-
GR, GRP, PR: What do the French hiking signs mean?
What are the coloured symbols on French hiking routes? Who paints them there and why?
-
Miss France: glam - but not sexy
Miss France organiser Geneviève de Fontenay fears she is fighting a losing battle to protect her 'Cinderella dream' from vulgarity
-
Normandy Landings visit for Queen
Queen Elizabeth has confirmed a state visit to France, ending rumours she is handing over duties to Charles
Furore after Santa visit axed
A school has received a barrage of angry reactions after rumours it cancelled a Santa visit because Muslims complained
AN INFANTS school has attracted a storm of controversy after it was suspected of axing a Father Christmas visit because of pressure from Muslim families.
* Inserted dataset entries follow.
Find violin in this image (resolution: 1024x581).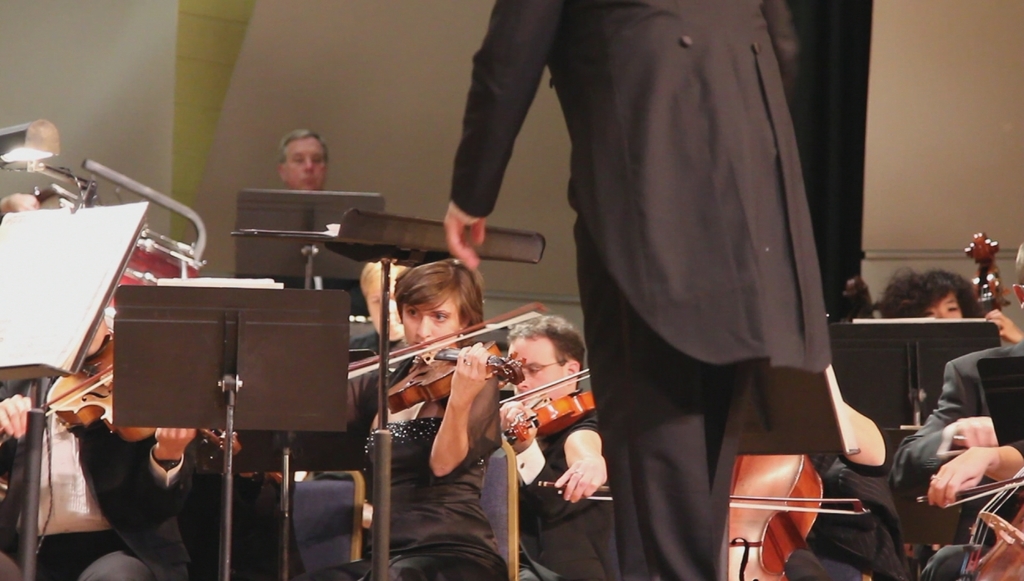
BBox(912, 450, 1023, 580).
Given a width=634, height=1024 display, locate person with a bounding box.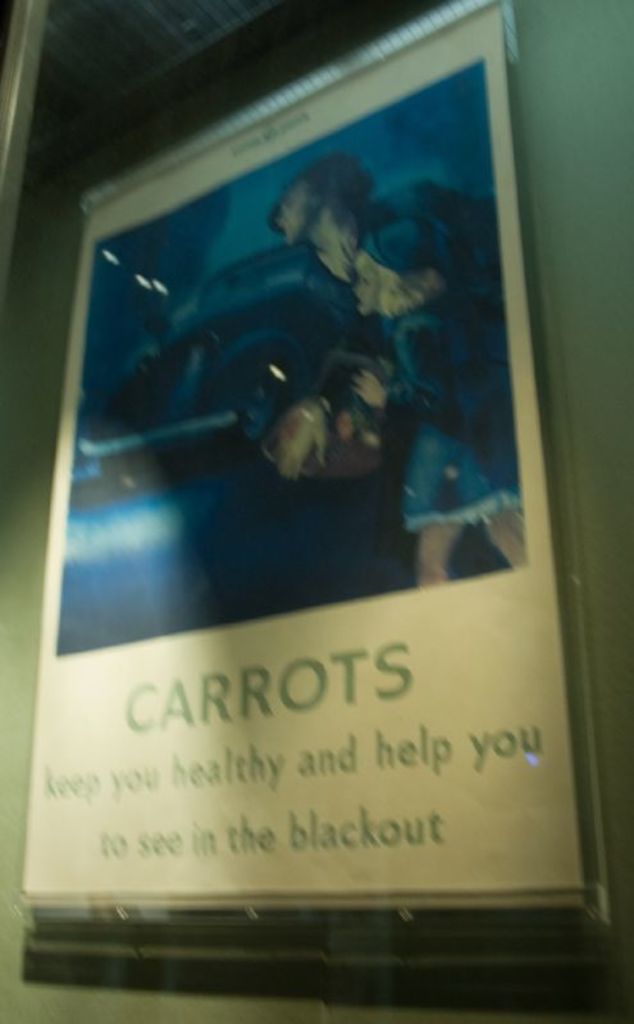
Located: box=[351, 218, 523, 590].
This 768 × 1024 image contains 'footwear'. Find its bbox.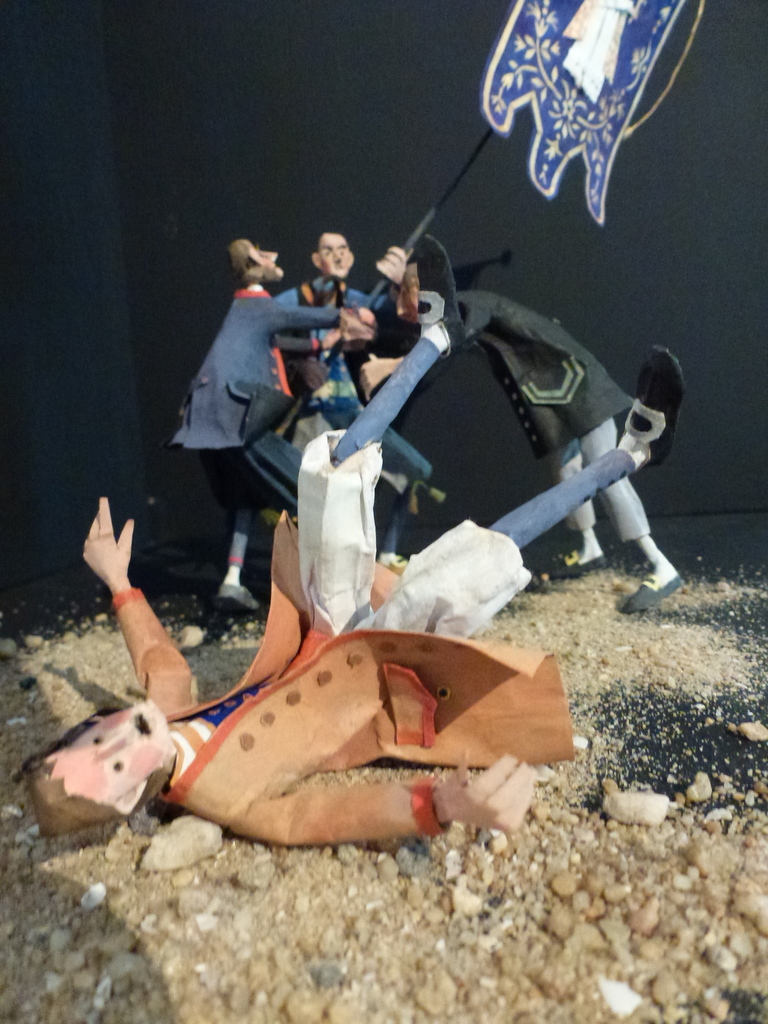
(x1=550, y1=550, x2=610, y2=578).
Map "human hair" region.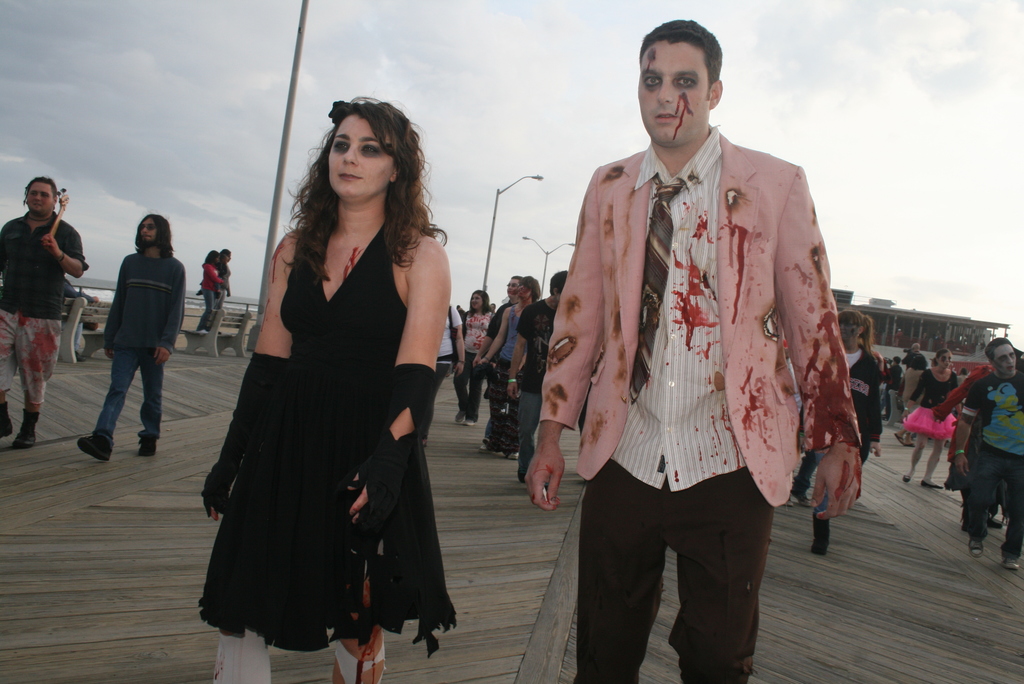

The headteacher of the Grand-Clos school in Montargis (Loiret), told Le Parisien: We’re going through hell; incredible harm is being done to the school and the children”.
She said they have been receiving threatening phone calls and she plans to take legal action. However they did not come from people associated with the school, she said.
The controversy was sparked by an email spread on the internet, in which a person calling herself an “upset Montargis resident” denounced a decision by the headteacher – who has been in the job just a few weeks – to cancel the traditional Santa visit after she received complaints from “a few Muslim mothers”.
The cancellation is described by the local education authority as being due to budget constraints, however one parent told Le Parisien: “I went to see the headteacher to understand the cancellation and she said she didn’t want to get her fingers rapped by certain Muslim families.”
The headteacher also sent out a note to families saying Christmas would be different this year “so as to respect everyone’s beliefs”. However she later told local paper La République du Centre this was a reference to the fact that “some children believe in Father Christmas and others don’t” and “if I had meant religion, I would have said that”.
An official at the Montargis mairie told Le Parisien the head told them she had phoned her predecessor to discuss how to “deal with the families who, each year, threaten to boycott the day of Father Christmas’s visit”.
Montargis mayor Jean-Pierre Door has written the education authority and the headteacher, saying Father Christmas is “pagan” anyway, and not specifically Christian. He said the visit should go ahead « even if all the councillors have to dress up as Father Christmasses”.